Why play all that golf when they had so little time left together? He hadn’t known then, not when she’d given him the little da Vinci plaque. But he should have known. Damn it, he was supposed to be clever and yet he hadn’t seen any of the signs, hadn’t ever thought that one day Lottie might be taken from him and he’d be alone.
Women were the ones who were supposed to live longest. She was supposed to outlive him, not the other way round.
He, Mick, Nora and Lottie would joke about this on nights out.
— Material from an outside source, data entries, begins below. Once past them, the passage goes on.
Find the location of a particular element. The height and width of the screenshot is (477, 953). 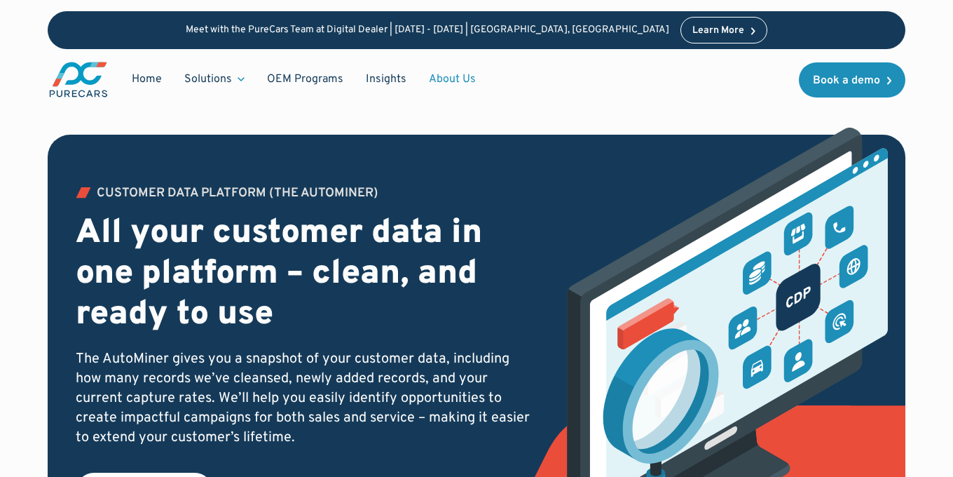

a: About Us is located at coordinates (452, 79).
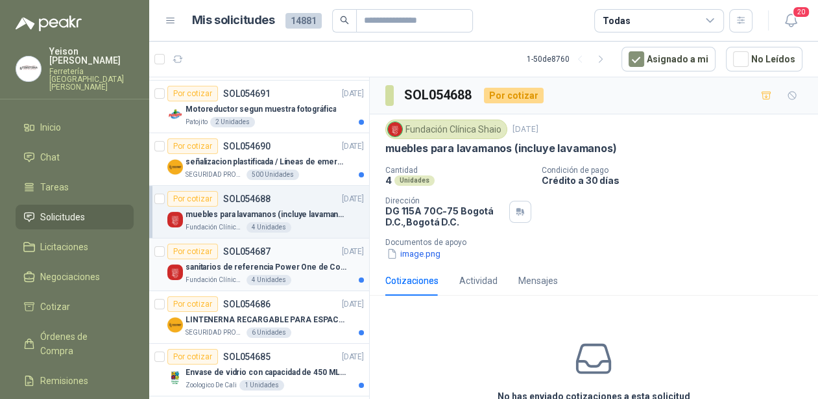 The width and height of the screenshot is (818, 399). Describe the element at coordinates (439, 95) in the screenshot. I see `h3: SOL054688` at that location.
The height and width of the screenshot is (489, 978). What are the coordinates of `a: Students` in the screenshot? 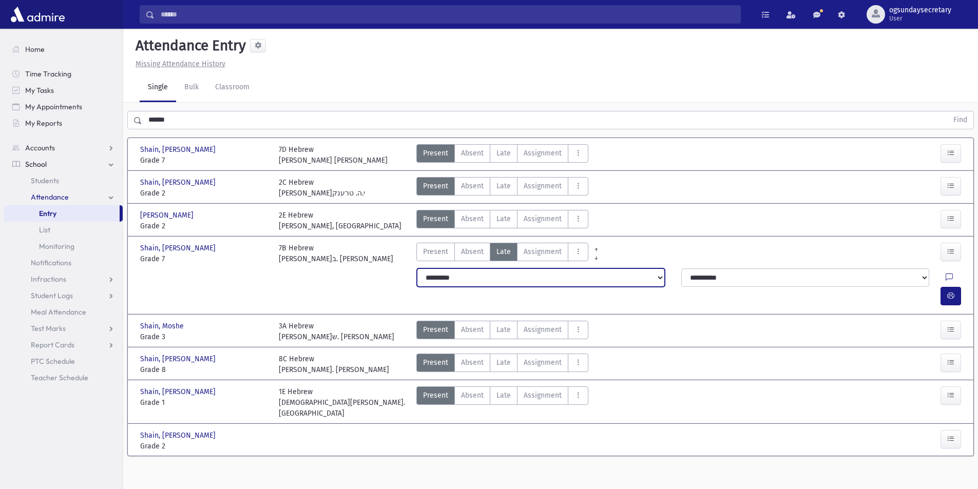 It's located at (63, 181).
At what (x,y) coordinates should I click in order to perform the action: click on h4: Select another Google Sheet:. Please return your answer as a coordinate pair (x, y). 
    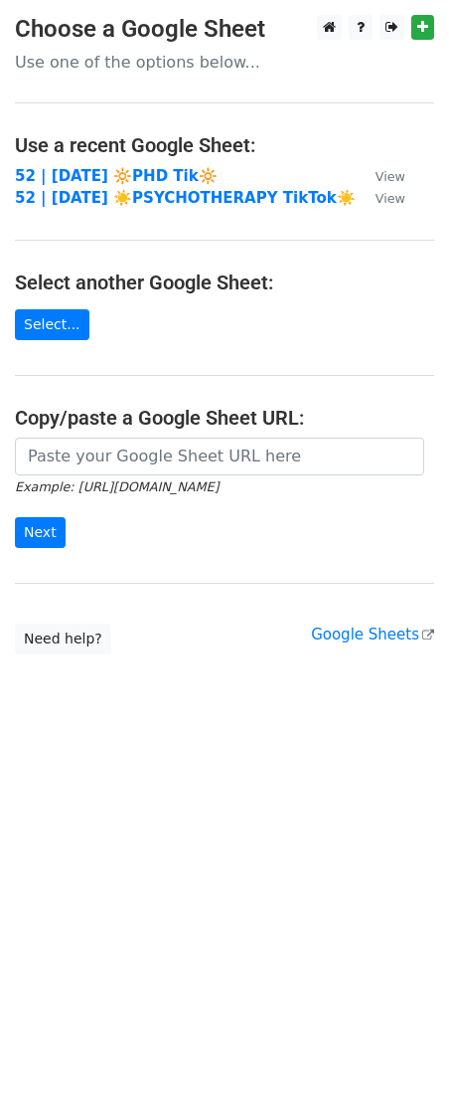
    Looking at the image, I should click on (225, 282).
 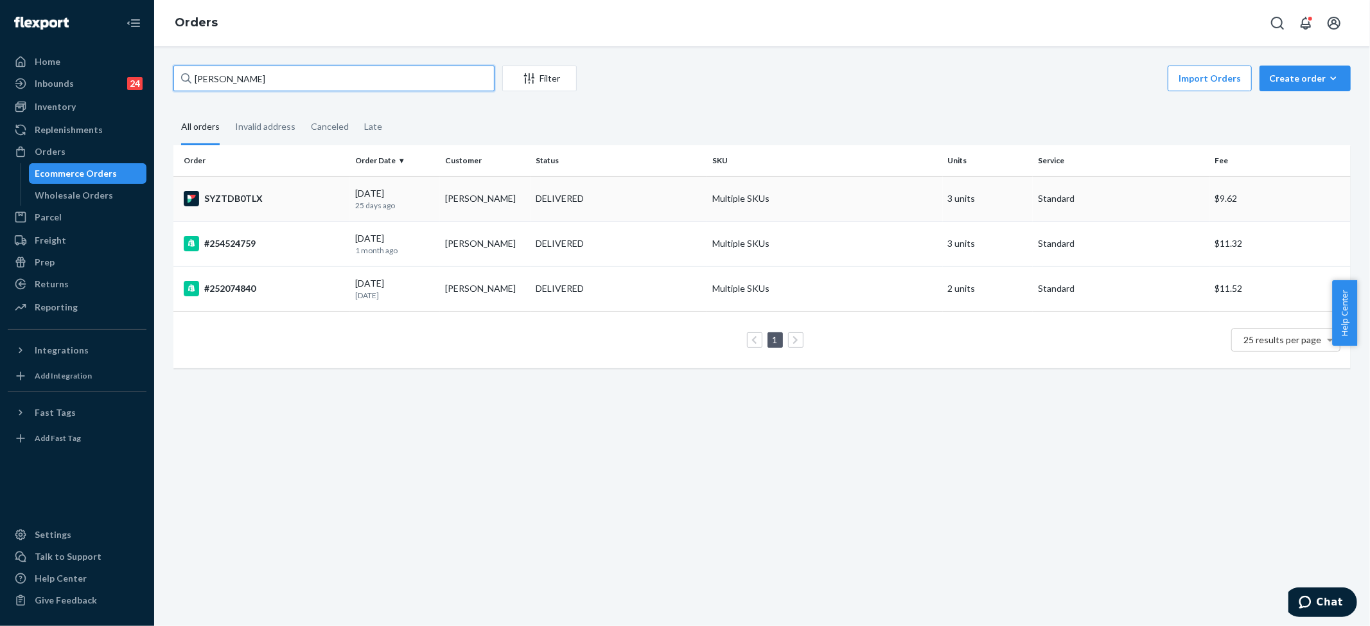 I want to click on button: Filter, so click(x=540, y=78).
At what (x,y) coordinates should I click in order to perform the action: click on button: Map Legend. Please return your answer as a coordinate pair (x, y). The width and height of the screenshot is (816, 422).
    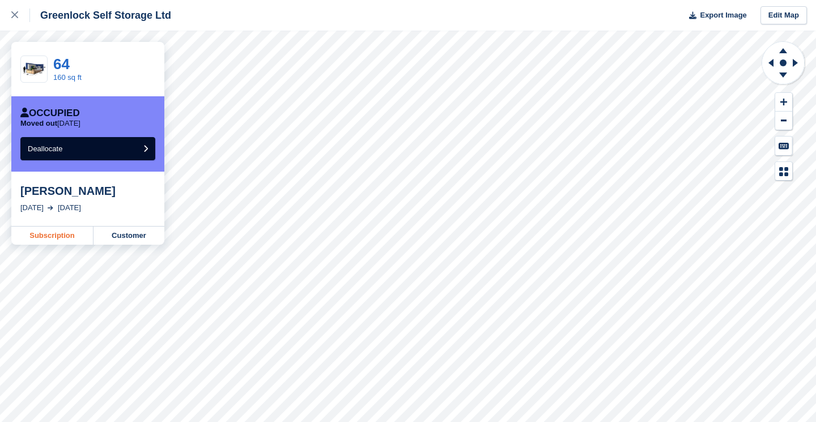
    Looking at the image, I should click on (784, 171).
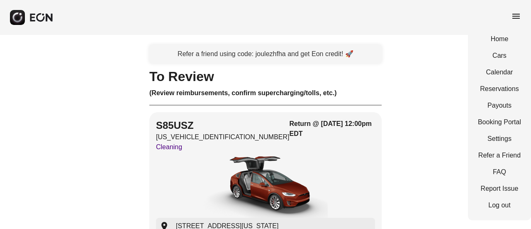 This screenshot has height=229, width=531. What do you see at coordinates (500, 172) in the screenshot?
I see `a: FAQ` at bounding box center [500, 172].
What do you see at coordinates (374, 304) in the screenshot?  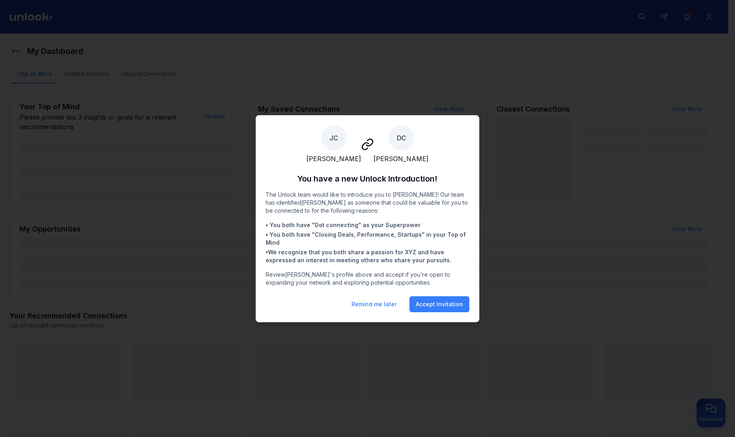 I see `button: Remind me later` at bounding box center [374, 304].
Before.
‘Lottie and I shall get ourselves toyboys,’ Nora might say, when Mick and Edward had got stuck into a cul-de-sac of an unwinnable conversation about football or hurling or the merits of one politician over another, and were oblivious to all around them, and Nora would decide to knock them off their perches and drag them back into the world.
‘Oh, toyboys, yes,’ Lottie would agree. ‘The nice man who packs my bags in the market, he’d be lovely.’
‘He’s a bit old,’ Nora might say, sounding scandalised. ‘A toyboy has to be at least twenty-five years younger or he’s no good to you, past his prime …’
And they’d laugh at the notion of it all and Mick and Edward would raise their eyes to heaven, and Edward might demand what the two women would say if he and Mick started discussing some young girl on the checkout counter, whereupon Lottie would gaze at him, so beautiful with those blue eyes, and say: ‘I know you wouldn’t.’
And he wouldn’t. Hadn’t. Had never so much as looked at another woman during his marriage.
There had been one woman after Lottie’s death – a disaster of an encounter abroad when longing for the touch of another human body had brought him to a woman’s room after a conference, and he’d nearly gone through with it. She’d been half-naked, his hands on her breasts and suddenly, in a flashback, Edward could see the frailness of Lottie at the end, and the breasts that had killed her, and any desire in him had died.
‘I’m sorry,’ he’d said, pushing himself off the hotel bed, feeling both stupid and embarrassed. ‘My wife—’ he began.
‘Too soon, huh?’ said the woman, covering herself up with a pillow and looking as defeated as he felt.
‘I’m sorry,’ he said again, like a broken record.
‘Me too,’ she said and Edward saw she was about to cry.
He bent down and kissed her gently on the temple. ‘You’re beautiful and any man would be a fool not to want you but you’re right, it is too soon for me. If it had been anyone, I wish it had been you.’
Loneliness seemed to be his future, until that night he’d met Bess. Love and actual desire had flooded him.
He’d barely been able to concentrate on the food or the conversation around him – all he’d thought of was this beautiful woman who wasn’t flirting with him, but was merely talking, and fascinating him.
He had thought of Lottie afterwards, when he went home and worked out how to see Bess again, and he knew Lottie would have approved.
White roses, she’d have said. Not red ones. Red is so obvious. Lottie had had such amazing taste. She’d taught him so much – how to be classy with his money, to give to charity without fanfare and how to keep his wealth out of the gossip columns, staying under the radar instead of becoming a byword for the nouveau riche.
Was it desperation to imagine that she would have liked Bess Reynolds, even though they were entirely different in every way?
His son Paul had liked Bess too but not Jojo, who couldn’t bear to be in the same room as her.
He’d talk to Nora about it, he thought: if anyone could fix this impasse between Jojo and Bess, it was his sister-in-law.